In 2009, VOGEL/PERS was outed as being actually Russell A. McNutt, a civil engineer employed by the company Kellex to work on facilities at Oak Ridge, who was recruited as a spy by Julius Rosenberg. Both studying engineering in New York, McNutt befriended Julius Rosenberg, one of the most well-known Soviet spies and recruiters. It was at Rosenberg’s suggestion that McNutt decided to begin working at Kellex in November 1943. Kellex was one of the main contractors for the facilities being built at the Manhattan Project’s Oak Ridge, Tennessee location. In February 1944, Rosenberg connected McNutt to the KGB. At that point in time, the KGB did not have any agents or sources within the Manhattan Project, so McNutt was a crucial source for learning about the atomic bomb and Manhattan Project.

According to his interview on the Atomic Heritage Foundation’s Voices of the Manhattan Project website, historian Haynes notes that McNutt was “part of the Kellex design team for building many of the major facilities at Oak Ridge, including the massive K-25 facility, which worked mostly on gaseous diffusion.” While McNutt visited Oak Ridge during construction, he mostly worked at the Kellex design bureau in Manhattan. After Rosenberg was arrested on July 17, 1950, McNutt was investigated by the FBI. The FBI was only able to conclude that McNutt was a Communist sympathizer and a possible party member; it was unable to show that he was a part of Rosenberg’s espionage network. Without this evidence, McNutt was able to live out the rest of his life without further investigation or prosecution.
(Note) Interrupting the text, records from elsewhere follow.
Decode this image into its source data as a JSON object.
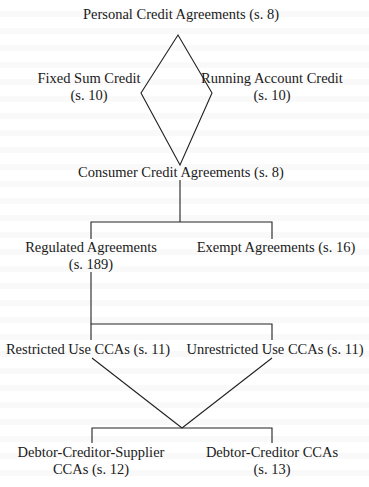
{
  "diagram": {
    "type": "classification-tree",
    "nodes": {
      "personal_credit": {
        "label": "Personal Credit Agreements (s. 8)"
      },
      "fixed_sum": {
        "line1": "Fixed Sum Credit",
        "line2": "(s. 10)"
      },
      "running_account": {
        "line1": "Running Account Credit",
        "line2": "(s. 10)"
      },
      "consumer_credit": {
        "label": "Consumer Credit Agreements (s. 8)"
      },
      "regulated": {
        "line1": "Regulated Agreements",
        "line2": "(s. 189)"
      },
      "exempt": {
        "label": "Exempt Agreements (s. 16)"
      },
      "restricted_use": {
        "label": "Restricted Use CCAs (s. 11)"
      },
      "unrestricted_use": {
        "label": "Unrestricted Use CCAs (s. 11)"
      },
      "dcs": {
        "line1": "Debtor-Creditor-Supplier",
        "line2": "CCAs (s. 12)"
      },
      "dc": {
        "line1": "Debtor-Creditor CCAs",
        "line2": "(s. 13)"
      }
    },
    "edges": [
      [
        "personal_credit",
        "fixed_sum"
      ],
      [
        "personal_credit",
        "running_account"
      ],
      [
        "fixed_sum",
        "consumer_credit"
      ],
      [
        "running_account",
        "consumer_credit"
      ],
      [
        "consumer_credit",
        "regulated"
      ],
      [
        "consumer_credit",
        "exempt"
      ],
      [
        "regulated",
        "restricted_use"
      ],
      [
        "regulated",
        "unrestricted_use"
      ],
      [
        "restricted_use",
        "dcs"
      ],
      [
        "restricted_use",
        "dc"
      ],
      [
        "unrestricted_use",
        "dcs"
      ],
      [
        "unrestricted_use",
        "dc"
      ]
    ]
  }
}
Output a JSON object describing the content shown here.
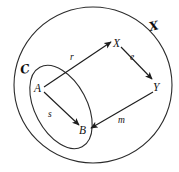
{
  "diagram": {
    "type": "commutative-diagram",
    "background_color": "#ffffff",
    "stroke_color": "#1d1d1d",
    "ambient": {
      "name": "outer-region",
      "label": "ℰ",
      "label_text": "X",
      "shape": "circle",
      "description": "Large outer circle enclosing the whole diagram"
    },
    "subcategory": {
      "name": "inner-region",
      "label": "ℭ",
      "label_text": "C",
      "shape": "tilted-ellipse",
      "description": "Small tilted ellipse at the lower-left, inside the outer circle"
    },
    "objects": [
      {
        "id": "A",
        "label": "A",
        "region": "inner",
        "x": 37,
        "y": 88
      },
      {
        "id": "B",
        "label": "B",
        "region": "inner",
        "x": 83,
        "y": 129
      },
      {
        "id": "X",
        "label": "X",
        "region": "outer",
        "x": 117,
        "y": 43
      },
      {
        "id": "Y",
        "label": "Y",
        "region": "outer",
        "x": 157,
        "y": 86
      }
    ],
    "morphisms": [
      {
        "id": "r",
        "label": "r",
        "from": "A",
        "to": "X",
        "label_x": 73,
        "label_y": 57
      },
      {
        "id": "e",
        "label": "e",
        "from": "X",
        "to": "Y",
        "label_x": 133,
        "label_y": 57
      },
      {
        "id": "m",
        "label": "m",
        "from": "Y",
        "to": "B",
        "label_x": 122,
        "label_y": 120
      },
      {
        "id": "s",
        "label": "s",
        "from": "A",
        "to": "B",
        "label_x": 51,
        "label_y": 114
      }
    ],
    "region_labels": [
      {
        "id": "outer",
        "label": "X",
        "x": 154,
        "y": 27,
        "style": "script"
      },
      {
        "id": "inner",
        "label": "C",
        "x": 25,
        "y": 70,
        "style": "script"
      }
    ]
  }
}
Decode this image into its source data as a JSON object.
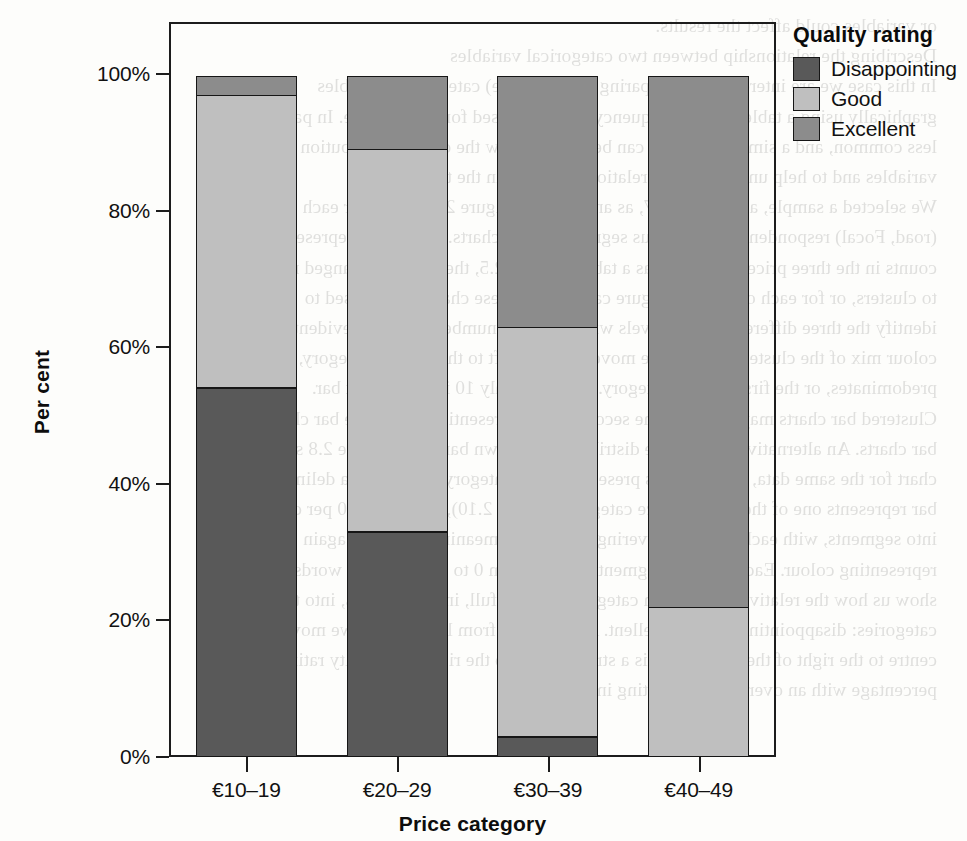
{
  "legend": {
    "title": "Quality rating",
    "entries": [
      {
        "label": "Disappointing",
        "color": "#595959"
      },
      {
        "label": "Good",
        "color": "#bfbfbf"
      },
      {
        "label": "Excellent",
        "color": "#8c8c8c"
      }
    ]
  },
  "axes": {
    "y_label": "Per cent",
    "x_label": "Price category",
    "y_ticks": [
      "0%",
      "20%",
      "40%",
      "60%",
      "80%",
      "100%"
    ],
    "x_ticks": [
      "€10–19",
      "€20–29",
      "€30–39",
      "€40–49"
    ]
  },
  "chart_data": {
    "type": "bar",
    "stacked": true,
    "stacked_mode": "percent",
    "title": "",
    "xlabel": "Price category",
    "ylabel": "Per cent",
    "ylim": [
      0,
      100
    ],
    "ytick_values": [
      0,
      20,
      40,
      60,
      80,
      100
    ],
    "grid": false,
    "legend_position": "right",
    "legend_title": "Quality rating",
    "categories": [
      "€10–19",
      "€20–29",
      "€30–39",
      "€40–49"
    ],
    "series": [
      {
        "name": "Disappointing",
        "color": "#595959",
        "values": [
          54,
          33,
          3,
          0
        ]
      },
      {
        "name": "Good",
        "color": "#bfbfbf",
        "values": [
          43,
          56,
          60,
          22
        ]
      },
      {
        "name": "Excellent",
        "color": "#8c8c8c",
        "values": [
          3,
          11,
          37,
          78
        ]
      }
    ],
    "units": "per cent"
  },
  "bleed_text": {
    "lines": [
      "or variables could affect the results.",
      "Describing the relationship between two categorical variables",
      "In this case we are interested in comparing two (or more) categorical variables",
      "graphically using a table. Simple frequency tables are used for this purpose. In part",
      "less common, and a simple bar chart can be used to show the overall distribution of",
      "variables and to help understand the relationships seen in the table.",
      "We selected a sample, as in Table 2.7, as an example. Figure 2.8 shows, for each cluster",
      "(road, Focal) respondents with various segments in the charts. If each bar represents",
      "counts in the three price categories, as a table of Table 2.5, the bars are arranged next",
      "to clusters, or for each of the four Figure categories. These charts can be used to",
      "identify the three different quality levels within a small number of groups evident in the",
      "colour mix of the clusters, with as we move from the left to the right of category, where one",
      "predominates, or the first linear a category. Between Only 10 is the longest bar.",
      "Clustered bar charts may highlight the second way of presenting a multiple bar chart.",
      "bar charts. An alternative form of the distribution is shown bar chart. Figure 2.8 shows an",
      "chart for the same data, with the bars presenting each category rather than a delimit for",
      "bar represents one of the several price categories (Table 2.10), scaled to 100 per cent. The",
      "into segments, with each segment covering each value, meaning its area is again",
      "representing colour. Each of these segments ranged from 0 to 100. In other words",
      "show us how the relative size in each category is of the full, in other words, into the three",
      "categories: disappointing, good, excellent. As we move from left to right, we move from the",
      "centre to the right of the chart, there is a striking shift to the right. All quality rating",
      "percentage with an overall quality rating increases."
    ]
  }
}
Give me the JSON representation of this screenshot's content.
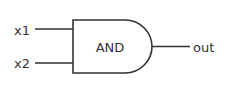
{
  "diagram": {
    "type": "logic-gate",
    "gate": {
      "kind": "AND",
      "label": "AND"
    },
    "inputs": [
      {
        "label": "x1"
      },
      {
        "label": "x2"
      }
    ],
    "output": {
      "label": "out"
    },
    "colors": {
      "stroke": "#333333",
      "text": "#333333",
      "background": "#ffffff"
    }
  }
}
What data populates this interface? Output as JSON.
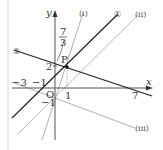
{
  "diagram": {
    "axes": {
      "x_label": "x",
      "y_label": "y",
      "origin_label": "O"
    },
    "tick_labels": {
      "x_neg3": "−3",
      "x_neg1": "−1",
      "x_1": "1",
      "x_7": "7",
      "y_2": "2",
      "y_neg1": "−1",
      "y_frac_num": "7",
      "y_frac_den": "3"
    },
    "point": {
      "label": "P",
      "coords": "(1, 2)"
    },
    "lines": [
      {
        "id": "line-1",
        "label": "①",
        "color": "#222222"
      },
      {
        "id": "line-2",
        "label": "②",
        "color": "#222222"
      },
      {
        "id": "line-i",
        "label": "(i)",
        "color": "#aaaaaa"
      },
      {
        "id": "line-ii",
        "label": "(ii)",
        "color": "#aaaaaa"
      },
      {
        "id": "line-iii",
        "label": "(iii)",
        "color": "#aaaaaa"
      }
    ],
    "colors": {
      "axis": "#333333",
      "dark_line": "#222222",
      "light_line": "#aaaaaa",
      "border": "#cccccc"
    }
  }
}
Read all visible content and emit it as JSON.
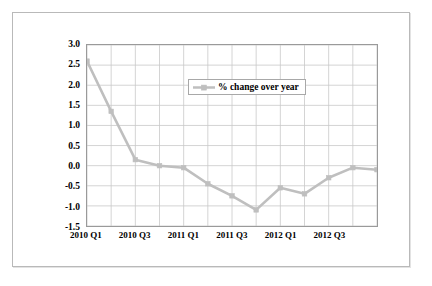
{
  "chart_data": {
    "type": "line",
    "title": "",
    "xlabel": "",
    "ylabel": "GDP at constant prices per hour worked % change over previous 12 months.",
    "ylabel_lines": [
      "GDP at constant prices per hour worked",
      "% change over previous 12 months."
    ],
    "categories": [
      "2010 Q1",
      "2010 Q2",
      "2010 Q3",
      "2010 Q4",
      "2011 Q1",
      "2011 Q2",
      "2011 Q3",
      "2011 Q4",
      "2012 Q1",
      "2012 Q2",
      "2012 Q3",
      "2012 Q4",
      "2013 Q1"
    ],
    "x_tick_labels": [
      "2010 Q1",
      "2010 Q3",
      "2011 Q1",
      "2011 Q3",
      "2012 Q1",
      "2012 Q3"
    ],
    "x_tick_indices": [
      0,
      2,
      4,
      6,
      8,
      10
    ],
    "series": [
      {
        "name": "% change over year",
        "color": "#bfbfbf",
        "marker": "square",
        "values": [
          2.6,
          1.35,
          0.15,
          0.0,
          -0.05,
          -0.45,
          -0.75,
          -1.1,
          -0.55,
          -0.7,
          -0.3,
          -0.05,
          -0.1
        ]
      }
    ],
    "ylim": [
      -1.5,
      3.0
    ],
    "y_ticks": [
      3.0,
      2.5,
      2.0,
      1.5,
      1.0,
      0.5,
      0.0,
      -0.5,
      -1.0,
      -1.5
    ],
    "y_tick_labels": [
      "3.0",
      "2.5",
      "2.0",
      "1.5",
      "1.0",
      "0.5",
      "0.0",
      "-0.5",
      "-1.0",
      "-1.5"
    ],
    "grid": true,
    "grid_color": "#c9c9c9",
    "legend_position": "upper-center",
    "plot_border_color": "#9a9a9a",
    "background": "#ffffff"
  },
  "legend": {
    "label": "% change over year"
  }
}
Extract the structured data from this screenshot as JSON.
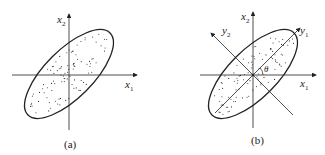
{
  "panels": [
    {
      "id": "a",
      "caption": "(a)",
      "axes": {
        "horizontal": {
          "var": "x",
          "sub": "1"
        },
        "vertical": {
          "var": "x",
          "sub": "2"
        }
      },
      "description": "Scatter of points inside an ellipse tilted ~45° relative to original x1-x2 axes"
    },
    {
      "id": "b",
      "caption": "(b)",
      "axes": {
        "horizontal": {
          "var": "x",
          "sub": "1"
        },
        "vertical": {
          "var": "x",
          "sub": "2"
        }
      },
      "rotated_axes": {
        "major": {
          "var": "y",
          "sub": "1"
        },
        "minor": {
          "var": "y",
          "sub": "2"
        }
      },
      "angle_label": "θ",
      "description": "Same ellipse with rotated principal axes y1 (major) and y2 (minor) at angle θ to x1"
    }
  ],
  "colors": {
    "line": "#222222",
    "dots": "#333333",
    "background": "#ffffff"
  }
}
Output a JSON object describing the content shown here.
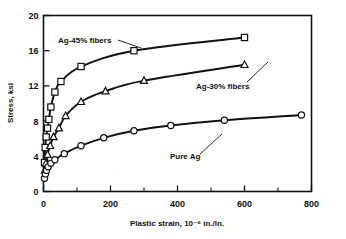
{
  "chart_data": {
    "type": "line",
    "title": "",
    "xlabel": "Plastic strain, 10⁻⁶ in./in.",
    "ylabel": "Stress, ksi",
    "xlim": [
      0,
      800
    ],
    "ylim": [
      0,
      20
    ],
    "xticks": [
      0,
      200,
      400,
      600,
      800
    ],
    "xticklabels": [
      "0",
      "200",
      "400",
      "600",
      "800"
    ],
    "xminorticks": [
      100,
      300,
      500,
      700
    ],
    "yticks": [
      0,
      4,
      8,
      12,
      16,
      20
    ],
    "yticklabels": [
      "0",
      "4",
      "8",
      "12",
      "16",
      "20"
    ],
    "grid": false,
    "legend_position": "inline-annotations",
    "series": [
      {
        "name": "Ag-45% fibers",
        "marker": "square",
        "annotation": "Ag-45% fibers",
        "points": [
          {
            "x": 3,
            "y": 3.3
          },
          {
            "x": 5,
            "y": 5.0
          },
          {
            "x": 8,
            "y": 6.2
          },
          {
            "x": 12,
            "y": 7.2
          },
          {
            "x": 16,
            "y": 8.2
          },
          {
            "x": 22,
            "y": 9.6
          },
          {
            "x": 34,
            "y": 11.3
          },
          {
            "x": 52,
            "y": 12.5
          },
          {
            "x": 112,
            "y": 14.2
          },
          {
            "x": 270,
            "y": 16.0
          },
          {
            "x": 600,
            "y": 17.5
          }
        ]
      },
      {
        "name": "Ag-30% fibers",
        "marker": "triangle",
        "annotation": "Ag-30% fibers",
        "points": [
          {
            "x": 4,
            "y": 2.4
          },
          {
            "x": 7,
            "y": 3.2
          },
          {
            "x": 12,
            "y": 4.2
          },
          {
            "x": 20,
            "y": 5.2
          },
          {
            "x": 30,
            "y": 6.2
          },
          {
            "x": 46,
            "y": 7.2
          },
          {
            "x": 66,
            "y": 8.6
          },
          {
            "x": 112,
            "y": 10.2
          },
          {
            "x": 185,
            "y": 11.4
          },
          {
            "x": 300,
            "y": 12.6
          },
          {
            "x": 600,
            "y": 14.4
          }
        ]
      },
      {
        "name": "Pure Ag",
        "marker": "circle",
        "annotation": "Pure Ag",
        "points": [
          {
            "x": 3,
            "y": 1.5
          },
          {
            "x": 6,
            "y": 2.0
          },
          {
            "x": 9,
            "y": 2.4
          },
          {
            "x": 14,
            "y": 2.8
          },
          {
            "x": 22,
            "y": 3.2
          },
          {
            "x": 34,
            "y": 3.6
          },
          {
            "x": 62,
            "y": 4.3
          },
          {
            "x": 112,
            "y": 5.2
          },
          {
            "x": 180,
            "y": 6.1
          },
          {
            "x": 270,
            "y": 6.9
          },
          {
            "x": 380,
            "y": 7.5
          },
          {
            "x": 540,
            "y": 8.1
          },
          {
            "x": 770,
            "y": 8.7
          }
        ]
      }
    ]
  }
}
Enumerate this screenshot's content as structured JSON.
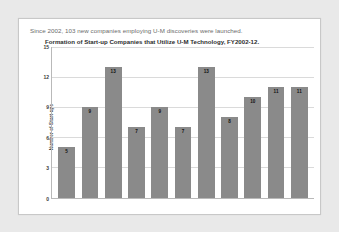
{
  "slide": {
    "headline": "Since 2002, 103 new companies employing U-M discoveries were launched.",
    "background_color": "#e9e9e9",
    "card_color": "#ffffff"
  },
  "chart_data": {
    "type": "bar",
    "title": "Formation of Start-up Companies that Utilize U-M Technology, FY2002-12.",
    "xlabel": "",
    "ylabel": "Number of Start-ups",
    "categories": [
      "",
      "",
      "",
      "",
      "",
      "",
      "",
      "",
      "",
      "",
      ""
    ],
    "values": [
      5,
      9,
      13,
      7,
      9,
      7,
      13,
      8,
      10,
      11,
      11
    ],
    "labels": [
      "5",
      "9",
      "13",
      "7",
      "9",
      "7",
      "13",
      "8",
      "10",
      "11",
      "11"
    ],
    "ylim": [
      0,
      15
    ],
    "yticks": [
      0,
      3,
      6,
      9,
      12,
      15
    ],
    "ytick_labels": [
      "0",
      "3",
      "6",
      "9",
      "12",
      "15"
    ],
    "grid": true,
    "grid_axis": "y",
    "legend": false,
    "bar_color": "#8a8a8a",
    "gridline_color": "#dadada",
    "axis_color": "#b9b9b9",
    "total": 103
  }
}
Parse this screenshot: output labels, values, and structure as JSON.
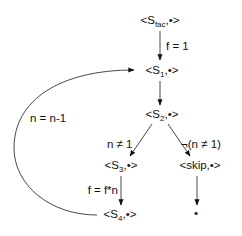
{
  "diagram": {
    "type": "transition-system",
    "nodes": [
      {
        "id": "sfac",
        "prefix": "<S",
        "sub": "fac",
        "suffix": ",•>",
        "x": 160,
        "y": 24
      },
      {
        "id": "s1",
        "prefix": "<S",
        "sub": "1",
        "suffix": ",•>",
        "x": 160,
        "y": 74
      },
      {
        "id": "s2",
        "prefix": "<S",
        "sub": "2",
        "suffix": ",•>",
        "x": 160,
        "y": 118
      },
      {
        "id": "s3",
        "prefix": "<S",
        "sub": "3",
        "suffix": ",•>",
        "x": 121,
        "y": 169
      },
      {
        "id": "skip",
        "prefix": "<skip,•>",
        "sub": "",
        "suffix": "",
        "x": 199,
        "y": 169
      },
      {
        "id": "s4",
        "prefix": "<S",
        "sub": "4",
        "suffix": ",•>",
        "x": 121,
        "y": 218
      },
      {
        "id": "terminal",
        "prefix": "•",
        "sub": "",
        "suffix": "",
        "x": 196,
        "y": 218
      }
    ],
    "edges": [
      {
        "from": "sfac",
        "to": "s1",
        "label": "f = 1"
      },
      {
        "from": "s1",
        "to": "s2",
        "label": ""
      },
      {
        "from": "s2",
        "to": "s3",
        "label": "n ≠ 1"
      },
      {
        "from": "s2",
        "to": "skip",
        "label": "¬(n ≠ 1)"
      },
      {
        "from": "s3",
        "to": "s4",
        "label": "f = f*n"
      },
      {
        "from": "skip",
        "to": "terminal",
        "label": ""
      },
      {
        "from": "s4",
        "to": "s1",
        "label": "n = n-1"
      }
    ]
  }
}
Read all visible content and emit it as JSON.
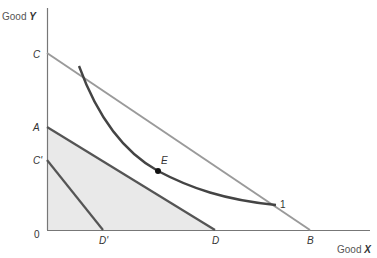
{
  "diagram": {
    "type": "economics-indifference-budget",
    "axes": {
      "y_label_prefix": "Good ",
      "y_label_var": "Y",
      "x_label_prefix": "Good ",
      "x_label_var": "X",
      "origin_label": "0"
    },
    "points": {
      "C": "C",
      "A": "A",
      "C_prime": "C'",
      "D_prime": "D'",
      "D": "D",
      "B": "B",
      "E": "E"
    },
    "lines": [
      {
        "name": "CB",
        "from": "C",
        "to": "B",
        "color": "#9a9a9a"
      },
      {
        "name": "AD",
        "from": "A",
        "to": "D",
        "color": "#555555"
      },
      {
        "name": "C'D'",
        "from": "C'",
        "to": "D'",
        "color": "#555555"
      }
    ],
    "indifference_curve": {
      "label": "1",
      "color": "#444444"
    },
    "shaded_region": {
      "vertices": [
        "0",
        "A",
        "D"
      ],
      "color": "#e9e9e9"
    },
    "tangency_point": "E",
    "colors": {
      "axis": "#777777",
      "shade": "#e9e9e9",
      "light_line": "#9a9a9a",
      "dark_line": "#555555",
      "curve": "#444444",
      "point": "#111111"
    }
  }
}
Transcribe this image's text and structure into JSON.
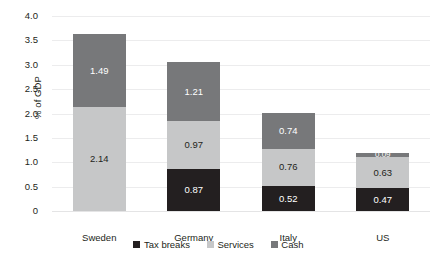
{
  "chart_data": {
    "type": "bar",
    "subtype": "stacked-bar",
    "title": "",
    "xlabel": "",
    "ylabel": "% of GDP",
    "ylim": [
      0,
      4.0
    ],
    "ytick_step": 0.5,
    "ytick_labels": [
      "4.0",
      "3.5",
      "3.0",
      "2.5",
      "2.0",
      "1.5",
      "1.0",
      "0.5",
      "0"
    ],
    "ytick_values": [
      4.0,
      3.5,
      3.0,
      2.5,
      2.0,
      1.5,
      1.0,
      0.5,
      0
    ],
    "grid": true,
    "grid_axis": "y",
    "legend_position": "bottom",
    "categories": [
      "Sweden",
      "Germany",
      "Italy",
      "US"
    ],
    "series": [
      {
        "name": "Tax breaks",
        "color": "#231f20",
        "values": [
          null,
          0.87,
          0.52,
          0.47
        ],
        "labels": [
          "",
          "0.87",
          "0.52",
          "0.47"
        ]
      },
      {
        "name": "Services",
        "color": "#c6c7c8",
        "values": [
          2.14,
          0.97,
          0.76,
          0.63
        ],
        "labels": [
          "2.14",
          "0.97",
          "0.76",
          "0.63"
        ]
      },
      {
        "name": "Cash",
        "color": "#77787a",
        "values": [
          1.49,
          1.21,
          0.74,
          0.09
        ],
        "labels": [
          "1.49",
          "1.21",
          "0.74",
          "0.09"
        ]
      }
    ],
    "totals": [
      3.63,
      3.05,
      2.02,
      1.19
    ]
  },
  "legend": {
    "items": [
      {
        "label": "Tax breaks",
        "color": "#231f20"
      },
      {
        "label": "Services",
        "color": "#c6c7c8"
      },
      {
        "label": "Cash",
        "color": "#77787a"
      }
    ]
  },
  "axes": {
    "y_title": "% of GDP"
  }
}
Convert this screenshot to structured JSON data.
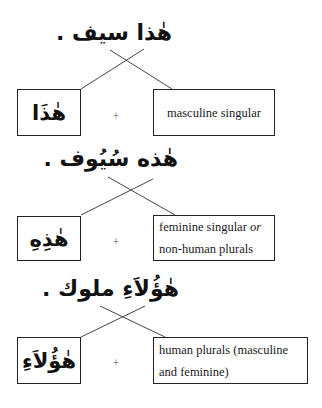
{
  "sections": [
    {
      "sentence": "هٰذا سيف .",
      "demonstrative": "هٰذَا",
      "plus": "+",
      "description_lines": [
        "masculine singular"
      ],
      "description_emphasis": ""
    },
    {
      "sentence": "هٰذه سُيُوف .",
      "demonstrative": "هٰذِهِ",
      "plus": "+",
      "description_lines": [
        "feminine singular ",
        "non-human plurals"
      ],
      "description_emphasis": "or"
    },
    {
      "sentence": "هٰؤُلاَءِ ملوك .",
      "demonstrative": "هٰؤُلاَءِ",
      "plus": "+",
      "description_lines": [
        "human plurals (masculine",
        "and feminine)"
      ],
      "description_emphasis": ""
    }
  ],
  "colors": {
    "line": "#444444",
    "box_border": "#222222",
    "plus": "#666666",
    "text": "#111111"
  }
}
From 1947 to 1958 he was Chief Engineer for Gulf Oil Corporation in Venezuela. From 1958 to 1969 he was on loan to the National Iranian Oil Company in Tehran, Iran where he worked on projects at Kharg Island and the Tehran Oil Refinery. He also worked in Spain and was VP for construction in Reston, VA. Following retirement in 1979, Russ and Ann traveled extensively and were known for their volunteer contributions to many organizations. Russ was dedicated to public service through active and faithful membership of the Marion Rotary Club and the Ashford-North Cove Volunteer Fire Department, Hospice of McDowell County, the Corpening YMCA and the Democratic Party. He was the proud recipient of the Order of the Long Leaf Pine and was a dedicated member of the Catawba Valley Scottish Society and a member of the founding families of Mecklenburg County.

Russell Alton McNutt, 93, died February 1, 2008 after several years of illnesses which he bore with courage, wit and a good humor. Russ was a loving and generous husband to his wife Ann during 36 years together. McNutt was another of the young Communist engineers whom Rosenberg persuaded to assist Soviet intelligence, giving Julius Rosenberg the distinction of recruiting two Soviet atomic spies: one at Los Alamos (his long-known brother-in-law, David Greenglass) and one source on Oak Ridge (the hitherto unknown McNutt). McNutt enjoyed a distinguished career as senior engineer for Gulf Oil and one of the developers of the planned community of Reston, Virginia. Russ was born on May 21, 1914 in LaCygne, Kansas and was preceded in death by his parents, Ernest and Addie (Arnett) McNutt. His father Ernest was a leftist journalist from Kansas, who was friends with Communist Party chairman Earl Browder.